Equinox and balance:
This year, full moon and Equinox happened at the same time. For the first two weeks before Equinox and the week after, bad new filtered in from various friends. Many people were ill with deep chest colds; three friends had floods in their houses. One who had a flood also had a beloved family member die suddenly. All kinds of tension and sadness suddenly pervades our lives.
Just coincidence, of course. The moon, the seasons, the rhythms of life don’t affect us anymore. So most people believe. And yet, there are many rhythms in this world and the animals and plants play no attention to human lives and go on living to the rhythms of light and seasons and the turning planet.
I read a sad and moving article this week in New Yorker about the people of a small town in Colorado named Uravan, where once they made a living mining uranimum. The main point of the article was that, even though many former residents of the town had died of lung cancer, and that after uranium mining was shut down and the whole town shredded and stored away as toxic waste, people still missed it, wanted to move back, wanted the mine to re-open. Both the writer and the people he interviewed seemed unable to articulate why the people would miss this place except for the fact that it had once been their home. Once a year, they have a reunion. They press their faces up against the barbed wire fence around their former home and feel nostalgic. They remember the voices of children playing and they long for a place that was never really their home and that killed many of them.
I do something similar to this as well. Five miles from our farm is another farm, known in our family as the Mannarino Place, after Jimmy and Victoria Mannarino, who cleared it and farmed it and then sold it to my grandfather as a wedding present for my mom and dad. We lived there until I was two and then my parents moved away to a small mining town and then to our present farm on Kootenay Lake, where I have now lived since I was five.
And yet, I still miss the Mannarino place. I loved to go there when I was a child. I felt peculiarly at home there and I still do. And I dream about this place. Over and over, I go back there, but it has changed. A strange family is there, a man I hate and despise and try to get rid of. Whenever I come to this place in my dream, I recognize it, even though it is much different than the real farm. There are houses around it; there is mine high on the mountain, there is a deep woods, there is a huge frightening house full of ghosts.
I rarely go there now in reality. The place has been sold and sold again. And still I miss it, long for it, scheme as to how I could get it back. Why? I have no idea, other than in my child’s wild true heart, the place was, is mine.
Once I was riding my mare home from the farm where I had left her to get bred. On the way, we passed through the place where I had bought her. We went by the temporary corral where the owner had housed her with another more. The barbed wire was falling down, the fenceposts were leaning, and yet my mare went eagerly towards this corral. I let her, curious to see what she would do. She went inside, nosed around, sniffed the ground, poked her nose, sniffed the empty feed bin. Then she stopped and relaxed, obviously expecting me to slide to off, take off her saddle and bridle, let her be at home and relax. I disappointed her, made her leave that place she had once felt at home, and continue on to my home.
Do the places we have once lived leave shadows and ghosts within us? Are we, as biological creatures, tuned into these places in ways we don’t understand. Why do my dreams of the Mannarino place haunt me, in particular, the old house, long destroyed and in my dreams, full of terrifying voices from the distant upstairs.
And what scars are left within people torn from their homes and displaced by war, genocide, famine, industrialization or any of the other infinite ways in which people have been shoved around the globe from place to place, particularly in the past two centuries of colonization, exploitation, industrialization and globalization?
Before modern industrialized warfare, there was also war, but a different kind of war – over territory and boundaries and resources but this rarely resulted in a mass displacement of whole peoples. What scars and traumas are left in such people? No one asks this question? Does anyone even want to know?
I am still determined someday to go back to Scotland. I want to find the place from which my ancestors left so long, long ago. I want to imagine myself back into the scene that must have taken place, somehow, when a whole family of Armstrongs, the mother, the father, and their seven children, made the decision to leave for Canada, to leave the place that had been their home for as long as anyone could remember, and make an entirely new life. In my lifetime, I have never been displaced. I have camped in many locations but always lived at ‘home’, at the farm. So it will take a writer’s leap of imagination to sit in that place, with my ancestors’ blood thrummng in my veins, and understand why they did that, and what it meant.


--- What you should do ---
Find the line containing "Find the location", then return it and every line after it through the end of the records, exactly. Leave out pictures.

--- Exercise materials ---
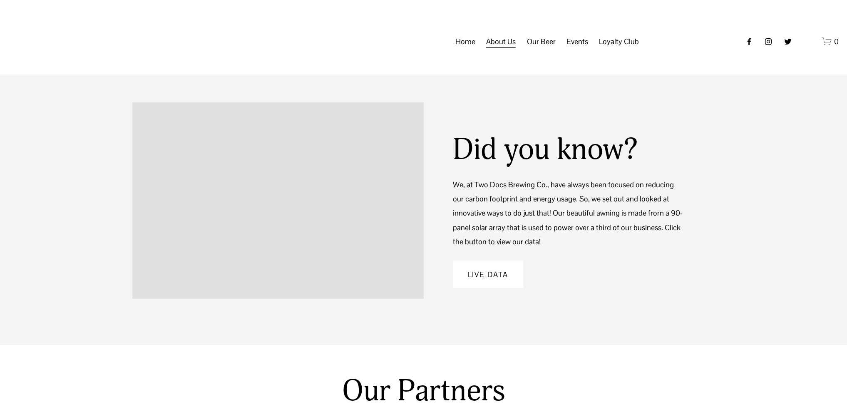  Describe the element at coordinates (541, 42) in the screenshot. I see `span: Our Beer` at that location.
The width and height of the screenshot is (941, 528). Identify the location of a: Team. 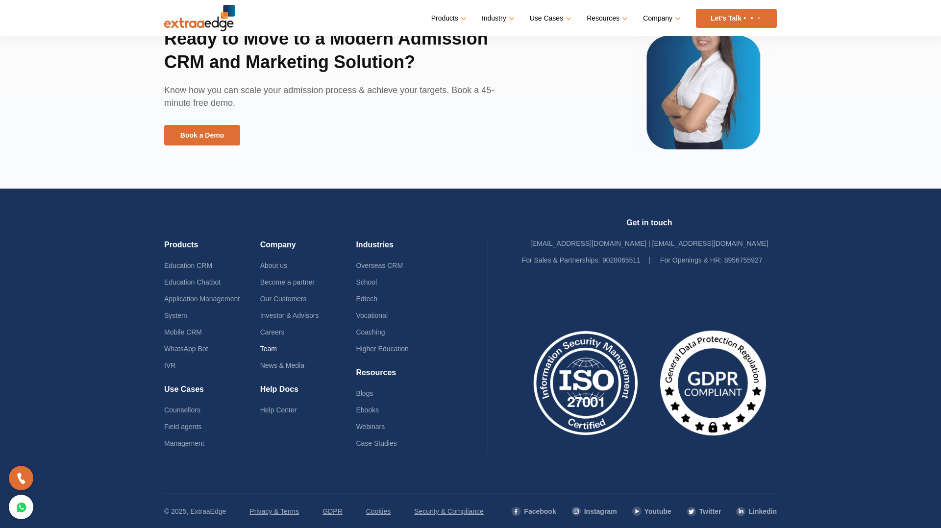
(269, 349).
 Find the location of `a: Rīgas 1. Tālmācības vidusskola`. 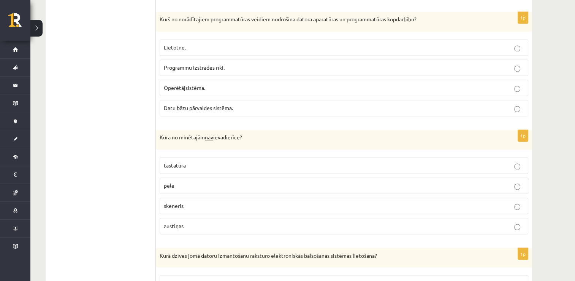

a: Rīgas 1. Tālmācības vidusskola is located at coordinates (19, 23).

--- Finished task ---
 Find the location of `a: Rīgas 1. Tālmācības vidusskola`. 

a: Rīgas 1. Tālmācības vidusskola is located at coordinates (19, 23).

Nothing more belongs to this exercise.